Segment Open
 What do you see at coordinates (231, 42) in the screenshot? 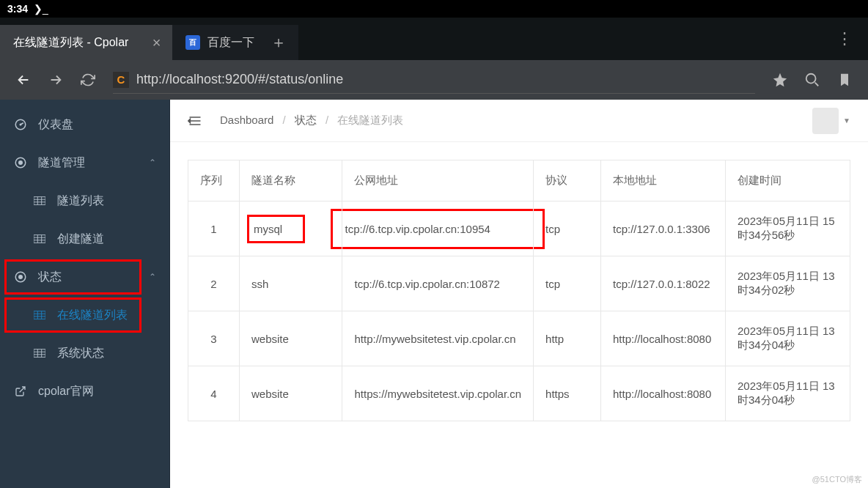
I see `tab-title: 百度一下` at bounding box center [231, 42].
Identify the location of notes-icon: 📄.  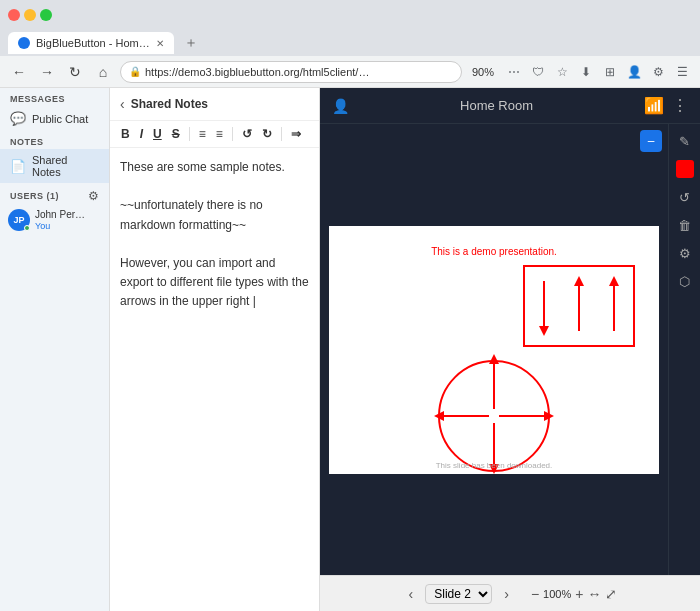
(18, 166).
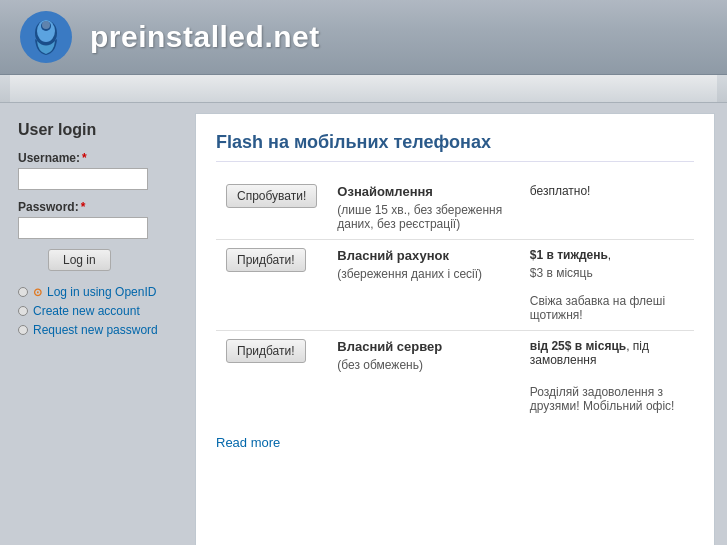  Describe the element at coordinates (607, 376) in the screenshot. I see `plan3-price-cell: від 25$ в місяць, під замовлення Розділя…` at that location.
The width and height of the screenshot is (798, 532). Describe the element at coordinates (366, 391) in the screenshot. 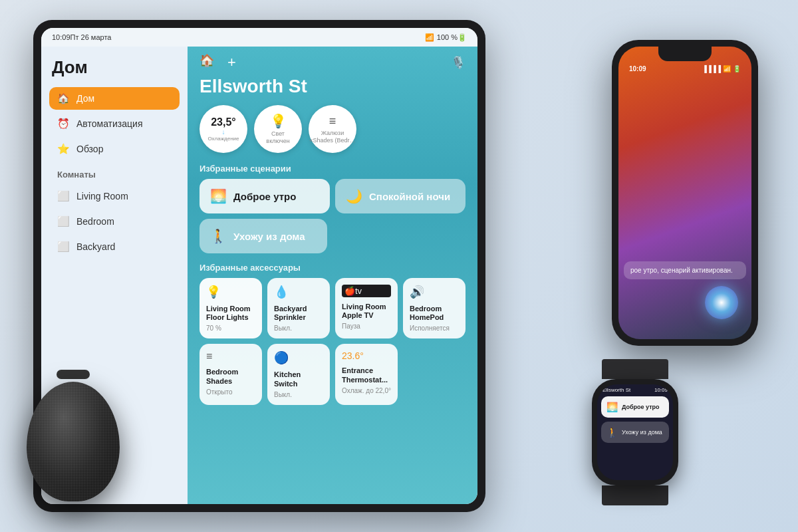

I see `entrance-status: Охлаж. до 22,0°` at that location.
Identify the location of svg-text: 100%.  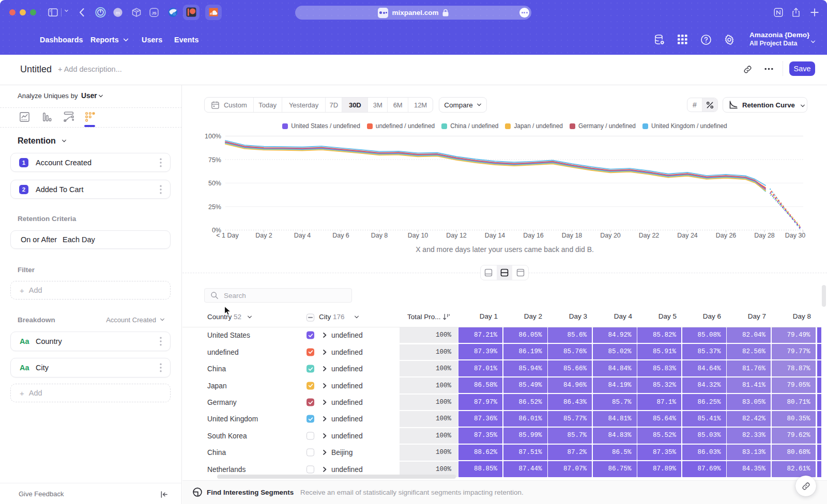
Segment Closed
▶ _Problem description_
Pictures aside, restate the entries word for word.

▶ _Solved exercise_
 What do you see at coordinates (231, 42) in the screenshot? 
I see `tab-title: 百度一下` at bounding box center [231, 42].
Identify the location of notes-icon: 📄.  
(18, 166).
  Describe the element at coordinates (607, 376) in the screenshot. I see `plan3-price-cell: від 25$ в місяць, під замовлення Розділя…` at that location.
The width and height of the screenshot is (798, 532). Describe the element at coordinates (366, 391) in the screenshot. 

I see `entrance-status: Охлаж. до 22,0°` at that location.
Identify the location of svg-text: 100%.  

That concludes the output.